Antitrust agency grants Itaú 30 days to comply with digital wallet orderю Decision follows a bank request and will be reviewed by the watchdog’s tribunal.
The reporting commissioner at Brazil’s antitrust authority, the CADE, has given Itaú 30 days to comply with a preliminary order in a case involving alleged barriers to digital wallet transactions. The ruling by Commissioner Gustavo Augusto responds to a request from the bank and will be submitted to the agency’s tribunal.
Under the decision, the 30-day period runs from March 27, 2026—the date Itaú filed its appeal seeking additional time. In an order published Tuesday (14) in Brazil’s official gazette, the commissioner said the extension is reasonable given the need to adjust operations nationwide within a payment arrangement that involves a significant volume of customers and financial resources.
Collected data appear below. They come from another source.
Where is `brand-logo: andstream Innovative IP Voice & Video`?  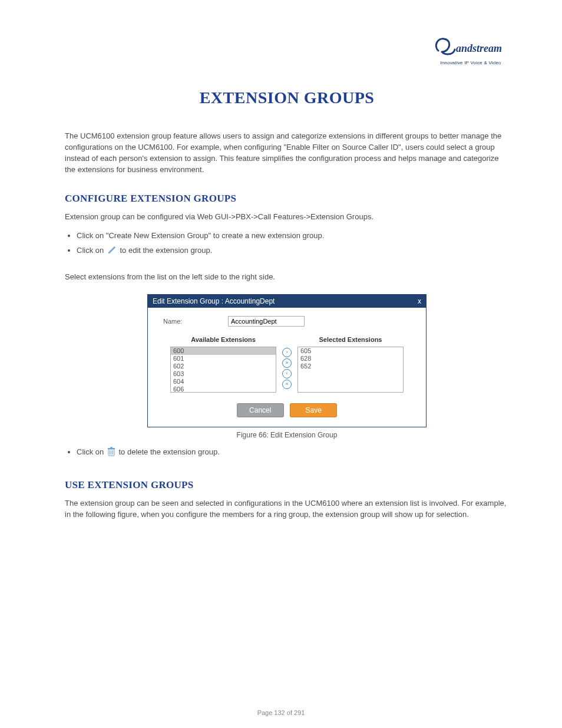 brand-logo: andstream Innovative IP Voice & Video is located at coordinates (471, 51).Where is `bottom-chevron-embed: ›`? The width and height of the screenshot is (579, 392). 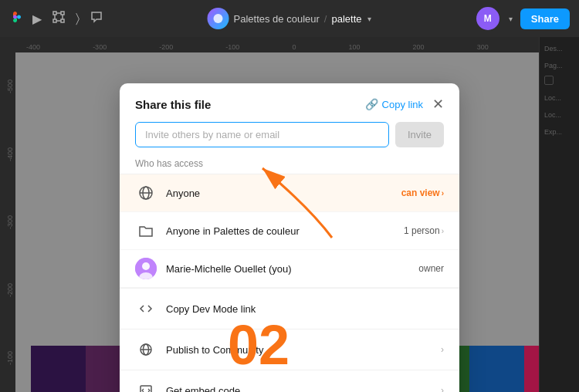
bottom-chevron-embed: › is located at coordinates (442, 389).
The injunction, issued in February 2025, was briefly overturned in court but quickly reinstated. Before the CADE, the bank argued it lacked access to all documents in the inquiry and requested that the probe be expanded to cover the entire market. The tribunal upheld the injunction on March 18.
The ruling grants Itaú access to additional information. While the investigation itself was not formally broadened, the CADE’s technical staff is authorized to impose similar preventive measures on other dominant credit card issuers found to be engaging in conduct that violates competition law. Itaú may also petition the authority to apply comparable measures to its competitors.
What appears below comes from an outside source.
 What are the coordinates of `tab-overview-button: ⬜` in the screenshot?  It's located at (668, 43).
The injunction stems from an investigation opened after Brazil’s Federal Prosecution Service filed a complaint based on allegations by PicPay, which reported “indiscriminate refusals” of transactions involving rival digital wallets.
According to the CADE’s technical team, the reported practices suggest Itaú blocks credit card transactions on its platform for bill payments, Pix transfers, or peer-to-peer transfers, while allowing the same types of transactions through its own channels, such as apps and websites.
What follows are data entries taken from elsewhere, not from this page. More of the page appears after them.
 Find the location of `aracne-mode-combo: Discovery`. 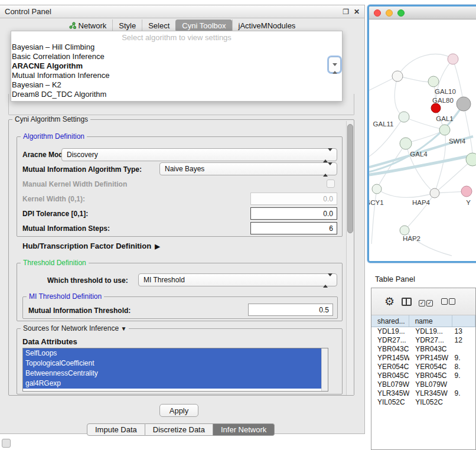

aracne-mode-combo: Discovery is located at coordinates (200, 155).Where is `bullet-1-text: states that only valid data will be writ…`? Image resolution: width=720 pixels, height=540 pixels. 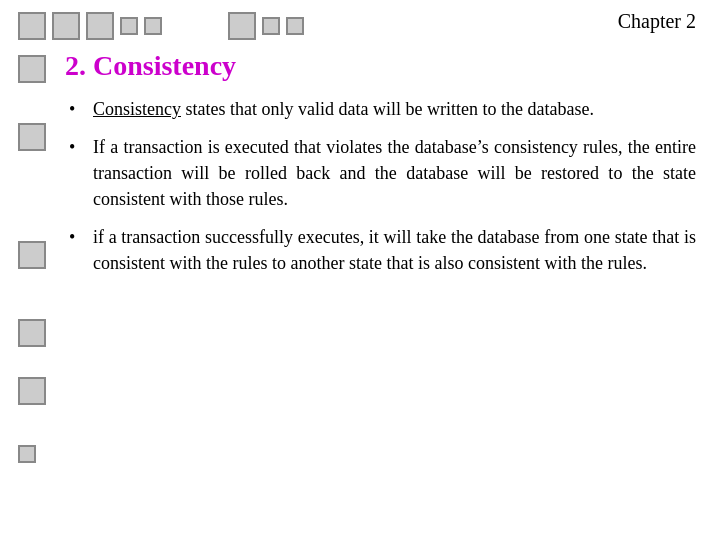
bullet-1-text: states that only valid data will be writ… is located at coordinates (390, 109).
The conduct remains under investigation. In March, commissioners voted only to maintain the injunction.
In a statement, Itaú Unibanco said it is making operational adjustments within the established deadline, involving a nationwide payment arrangement. The bank said restrictions on certain transactions via digital wallets are based on “solid technical, economic, and legal grounds.”
Itaú reiterated that it has not violated competition rules or harmed consumers. According to the bank, the CADE’s preliminary ruling confirmed the legitimacy of the refusals, provided certain operational conditions are met.
“It is surprising to be the only bank involved in this proceeding, given evidence—long submitted to authorities — that other institutions adopt similar practices, likely for the same reasons,”
the bank said, adding that it expects the case to proceed on an equal footing for all market participants.